The beauty of storms with their accompanying winds provides an incredible canvas of color at sunset. Skies painted with oranges, yellows, and reds that defy human reproduction and yet invite those who are creative to attempt to fabricate a likeness of the hues.
I have several friends who are gifted in watercolors. I’ve dabbled, but I don’t have the eye for color, the patience for technique, nor the talent for design that they do. I can value their work and encourage them to continue to generate works of beauty. They each are gifted, but none of them is ever completely pleased by their end result. “If only”, “I should have”, “But it’s not” are words that often follow complimentary encouragements. Where I see beauty, they see “not enough”.

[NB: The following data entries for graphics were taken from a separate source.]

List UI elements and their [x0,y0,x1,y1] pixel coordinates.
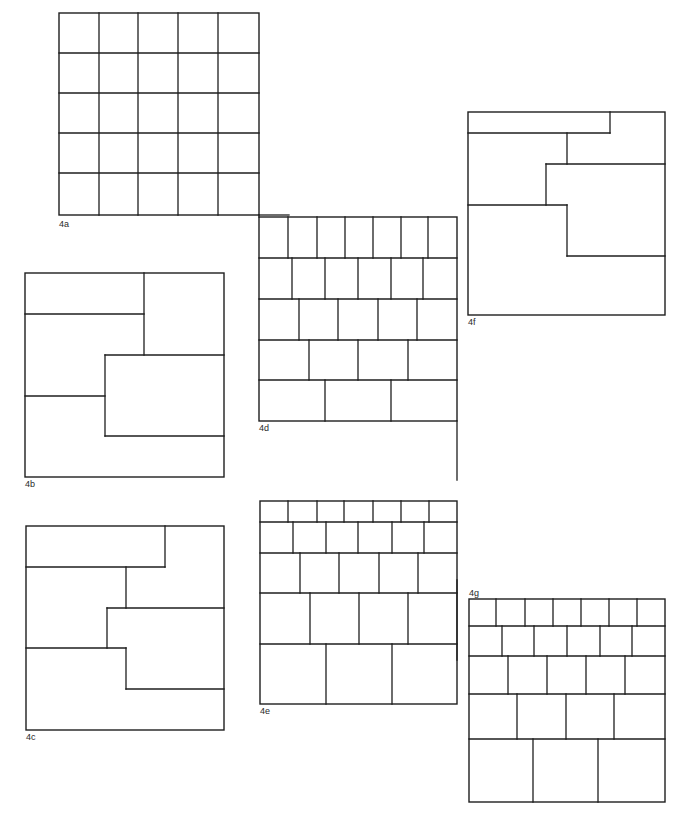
figure-4g [469,599,665,802]
figure-label-4b: 4b [25,480,35,489]
figure-label-4d: 4d [259,424,269,433]
figure-label-4f: 4f [468,318,476,327]
figure-frame [26,526,224,730]
figure-label-4g: 4g [469,589,479,598]
figure-label-4c: 4c [26,733,36,742]
figure-frame [59,13,259,215]
figure-4e [260,501,457,704]
figure-4d [259,217,457,421]
figure-label-4a: 4a [59,220,69,229]
figure-4a [59,13,259,215]
figure-4f [468,112,665,315]
figure-frame [25,273,224,477]
figure-4c [26,526,224,730]
tiling-diagrams [0,0,687,825]
figure-label-4e: 4e [260,707,270,716]
figure-4b [25,273,224,477]
figure-frame [259,217,457,421]
figure-plate: 4a4d4f4b4c4e4g [0,0,687,825]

Too often we diminish our efforts with a humble “but”. Often a false humility where we act with modesty while hoping others will see our promise and deny our negative input. Our humanity seeks to create; it’s the fingerprints of God within us that lead us to yearn to make something that will last beyond our lives. Not only art in its many iterations or writing in its numerous representations, but other things that will endure and make a difference. Big splashes in the moment are often short-lived. The classics are identified as such because they withstand the test of time. Their value extends through different seasons, eras, changes because they exhibit a lasting worth.

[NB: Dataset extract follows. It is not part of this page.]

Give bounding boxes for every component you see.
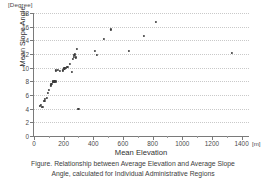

People stand in line to catch a glimpse of DaVinci’s Mona Lisa or Michelangelo’s Sistine Chapel. Schools everywhere teach Shakespeare and Charles Dickens and Jane Austen for the universal themes represented there. With a nod to the Olympics, world records are made and broken quickly. Even influencers fall out of favor when their fifteen minutes of fame has come to an end.
Many who have held honors have died. Their works have outlived them–but how many more generations will find value in what once was but is no longer?
There is a Master Designer whose work will outlast everything else. What He created was beautiful and perfect, made in love with the desire to provide for His creation.
“Then God said, ‘Let us make human beings in Our image, to be like Us. They will reign over the fish in the sea, the birds in the sky, they livestock, all the wild animals on the earth, and the small animals that scurry along the ground.’ So God created human beings in His own image. In the image of God He created them; male and female He created them….Then God looked over all He had made, and He saw that it was very good!” Genesis 1:26-27, 31
What God made was very good in His eyes. He put people on earth to enjoy a relationship with Him. Up to a point, it all worked out well. Until those people God had created decided they wanted to be like God.
Our brokenness doesn’t diminish the magnificence of God’s creation.
The beauty of each one of us who are God’s creations reflects the wonderful diversity of His palette. We mirror the variety of tones and hues He has used to design each of us who are beautiful and exceptional in His eyes.
When we see others we too often miss the wonder of an individual, the details of a specific life, even if the circumstances are hard or the challenges are huge. Nobody is a mistake.
Like the beauty of the sky at sunset, it often takes a storm to fully appreciate the incredible colors right in front of our eyes.
How amazing would it be if we could look through the lens of wonder at those we meet and see them as created by the Master Designer?
Valuing others might become easier to do.